Two months before his demise, his menace was already in retreat. In the late afternoon of Aug. 23, after hours of pounding battle, Libya's rebels smashed through the fortified perimeter of Gaddafi's compound in western Tripoli — the nerve center of the old regime — sending huge plumes of smoke over the city. Gaddafi and his loyalists fled. He declared the withdrawal "tactical," but he was running for his life. The triumphant transitional government, no longer comprised of rebels but rulers, offered more than $1 million for his head. They got it on Oct. 20, when a bloodied Gaddafi was captured as his hometown of Sirt fell to the new government after a ferocious siege of several weeks. He was quickly reported to have died of his wounds, and a gruesome cell-phone photo of a pale-faced man looking much like the colonel circulated online almost immediately. His last words may have been "Don't shoot." Gaddafi's long, weird run as unquestioned overlord of Libya was over.

Long before his end, Muammar Gaddafi had become the weird, creepy, certainly criminal uncle who showed up, because he was really rich, at reunions of world leaders. He did not begin that way. How a young man from deep poverty in a rural North African town rose to become one of the West's most intractable foes, and then one of its most critical political and economic partners, is an extraordinary political saga.

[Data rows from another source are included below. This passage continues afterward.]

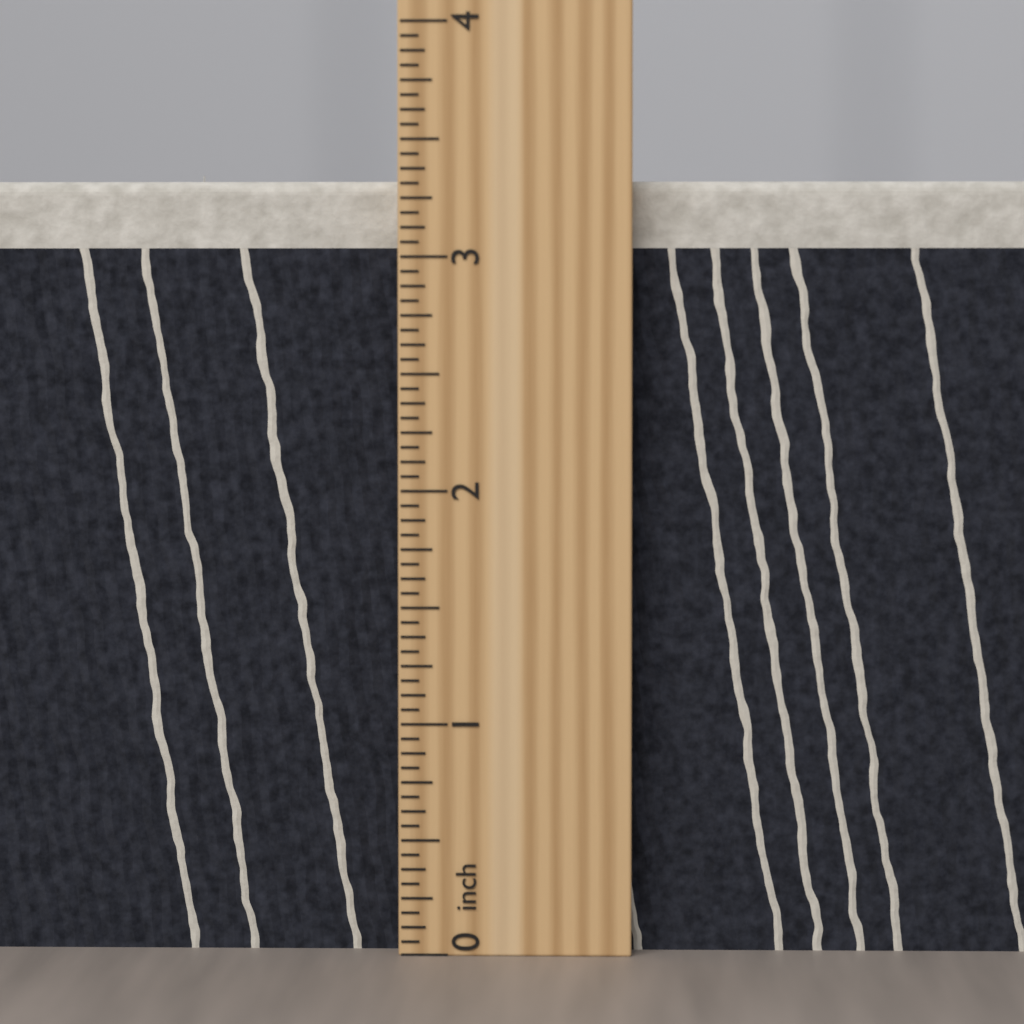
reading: 3.3750 inch
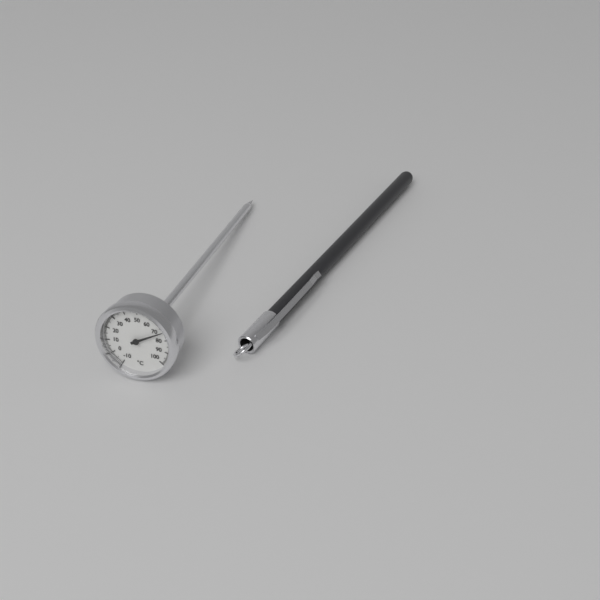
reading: 73 °C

Gaddafi was scarcely destined for power. Born in 1942 into a tribal Bedouin family near the coastal town of Sirt, he was raised in a country still digging out from the ravages of World War II and a long struggle against Italian colonialism. The giant oil reserves that lay beneath the Libyan desert were years away from being explored. In fact, Libya was barely a nation at all. Gaddafi was 9 years old when the country finally gained its independence from France and Britain (which administered it jointly after the war's end) and became a monarchy under King Idris al-Sanusi.

Like many provincial boys with little education, Gaddafi joined the army. He became a captain, then trained at Britain's elite Sandhurst Academy, before returning home as an officer in the Signal Corps. It was in that position, at just 27, that he led a group of junior officers in a bloodless coup, toppling King Idris and declaring himself colonel. In the museum glorifying Gaddafi's "people's revolution," set within the high stone walls of the fortress in Tripoli's Green Square, one of the main exhibits was a battered sand-colored jeep with open sides, in which Gaddafi, according to his own legend, rode into the city, victorious on Sept. 1, 1969, to present himself as Libya's leader to a people hungry for popular leadership.

For many Libyans, it was a thrilling moment. Back in 1968, Gaddafi, a dashing young man with a chiseled jaw and piercing eyes, looked to many Libyans every bit as romantic a figure as Che Guevara. "We thought it was a revolution for freedom and human rights," says Fathi Baja, 58, a political science professor in Benghazi. Like countless young Libyans in 1969, Baja, who was in high school at the time, marched in the streets, hailing Gaddafi for overthrowing King Idris. Much later, Baja would become the opposition's head of political affairs when the rebellion against Gaddafi erupted in February 2011. By then, the vehicle of legend had become not Gaddafi's jeep but the ramshackle pickups that the rebel fighters rode to the front to battle his fearsome army.